Should we use “sex” and “gender” interchangeably when discussing people? A recent article in the prestigious academic journal, Proceedings of the National Academy of Sciences (PNAS), provides one example of how this word choice matters.
The article was entitled, “Sex bias in pain management decisions.” The authors said they investigated “the effects of patients’ sex rather than gender because gender identity was not recorded.” This study was also highlighted in the news section of the journal, Science, which echoed that the study focused on sex, not gender.
Sex is biological and can be defined by chromosomes, gonads, or genitals, though these three measures sometimes point in different directions. In nonhuman animal studies, researchers typically examine genitals and/or gonads, if not chromosomes, to determine each subject’s sex. In human studies, however, subjects typically mark a box on a form, “male” or “female.” This most likely indicates the subject’s own perception of themselves as a man or woman—their gender—which may or may not match their biological sex.
This recent PNAS study showed that physicians are less likely to prescribe pain medication for women than for men. In other words, physicians treat patients differently depending on their perception of the patient’s gender, which itself likely depends on the patient’s gender expression. That is, many physicians have a gender bias. This is a very important point, but it is not directly related to the biological sex of the patient.
Descriptions of “sex differences” that are really gender differences likely occur in many other human studies. One reason for this may be that since 2016, the National Institutes of Health “expects that sex as a biological variable will be factored into research designs, analyses, and reporting in vertebrate animal and human studies.” In practice, this means researchers must explain how they will take sex into account when they propose and conduct their studies. The simplest way to take sex into account is to categorize each subject as male or female and then look for a difference in the male and female averages for whatever parameters they measure.
This NIH rule likely increased reports of “sex differences” in both nonhuman animals and humans, but such statements can be misleading. Even if there is a sex difference on average, this difference may be too small to be physiologically meaningful, it may obscure large overlap in the values measured in females and males, and it may encourage follow-up studies to focus on effects of sex when other factors actually have a larger impact. For example, the difference found may be caused by another biological factor that is usually correlated with sex, such as a hormone concentration, iron level, body fat composition, etc.
This NIH rule may also have provided an incentive for researchers conducting human studies to say they are examining effects of sex when they are actually looking at effects of gender. Mixing up sex and gender can alter understanding of causality and determination of next steps. If there is a sex difference, it likely has a biological cause that may necessitate a difference in biological treatment. But if there is instead a gender difference, it may necessitate education or training in gender-based attitudes.
For example, if the recent study had discovered a sex difference in pain between females and males, that would indicate a difference in how the nervous systems of females and males respond to potentially painful conditions. In that case, different medications or dosages might be required to treat comparable painful conditions in females vs. males. (To be clear, the PNAS authors did not argue that there is a biological difference in males’ and females’ pain mechanisms.)
But this study actually showed that physicians treat patients’ pain differently depending on the physician’s perception of the patient’s gender. This finding does not suggest that females require more or different pain medication than males. It instead suggests that physicians need to become aware of their own gender biases to avoid undertreating women’s pain in comparable situations.
In general, saying “sex” when you mean “gender” may inadvertently make people think that a difference revealed has a biological cause—which can be addressed effectively via a different biological treatment—when there is actually a social or cultural cause, which can only be addressed through a social or cultural change.
People also sometimes say “gender” when they really mean biological sex, presumably because they are just not comfortable using the word, “sex.” This can also be misleading, because it may make readers think there is a cultural or social cause of an outcome that actually has a strictly biological cause.
So using “sex” and “gender” correctly can make a big difference in how we understand causes of differences between groups of people and how best to address them.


### TASK INSTRUCTIONS
Quote all entries exactly, leaving pictures aside.

-------- SOURCE DATA --------

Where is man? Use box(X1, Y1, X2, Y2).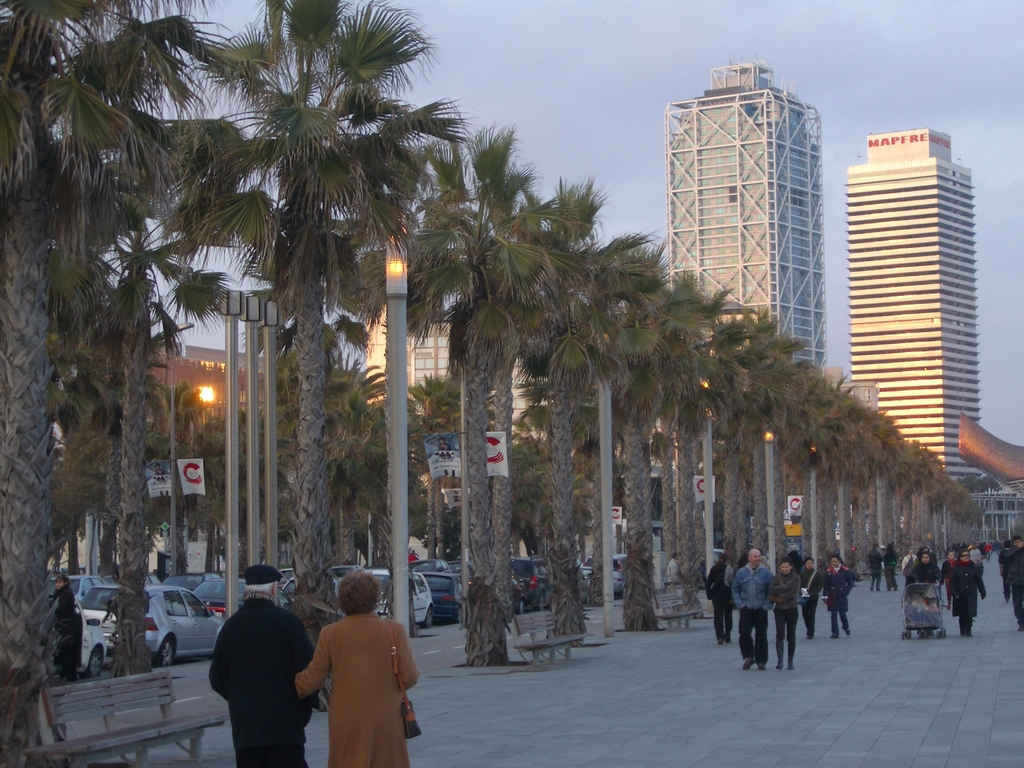
box(732, 547, 774, 673).
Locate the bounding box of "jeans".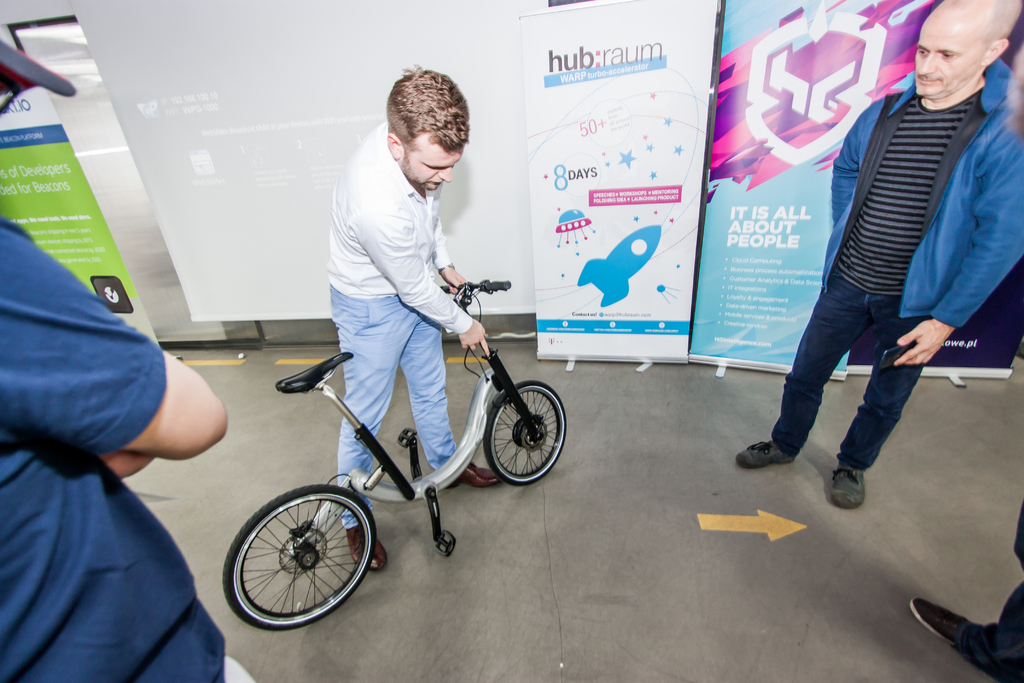
Bounding box: detection(780, 250, 947, 489).
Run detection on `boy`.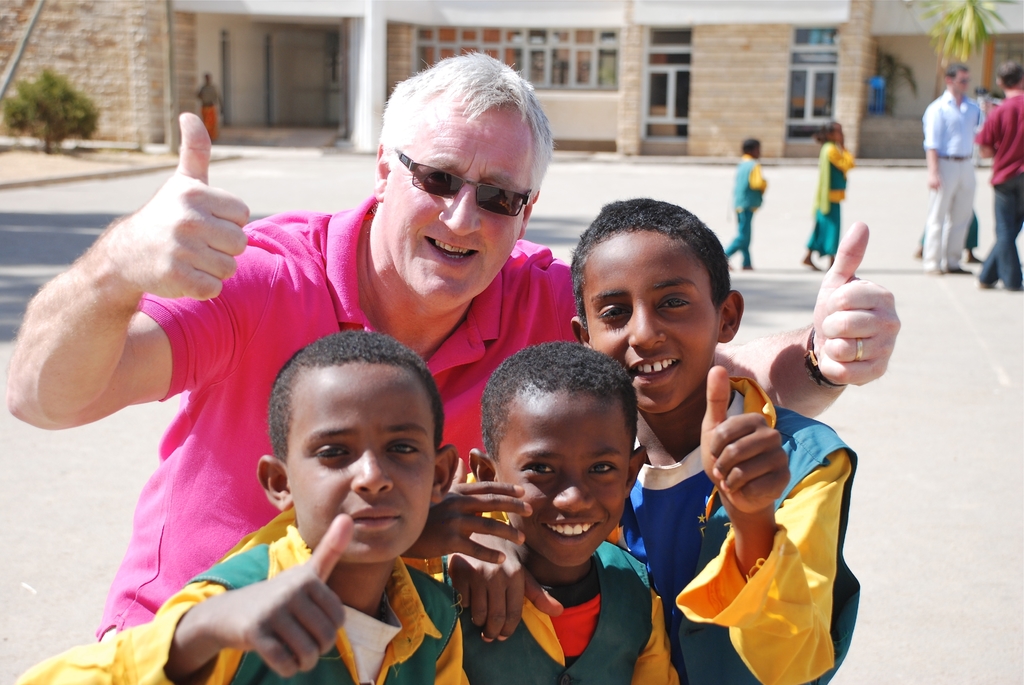
Result: select_region(726, 137, 767, 271).
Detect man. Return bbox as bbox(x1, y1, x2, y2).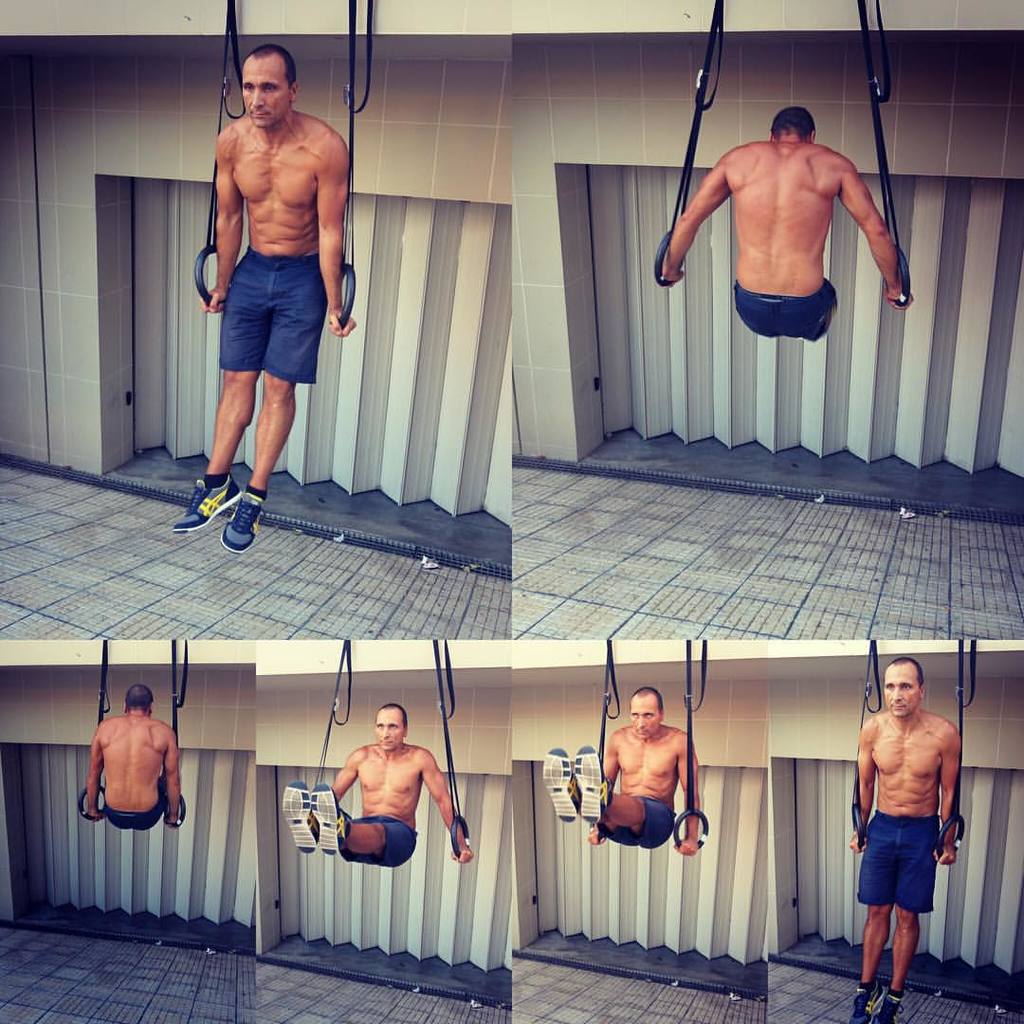
bbox(84, 680, 182, 832).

--------

### ANSWER SECTION
Where is man? Use box(X1, Y1, X2, Y2).
box(732, 547, 774, 673).
Locate the bounding box of "jeans".
Bounding box: detection(780, 250, 947, 489).
Run detection on `boy`.
Result: select_region(726, 137, 767, 271).
Detect man. Return bbox as bbox(x1, y1, x2, y2).
bbox(84, 680, 182, 832).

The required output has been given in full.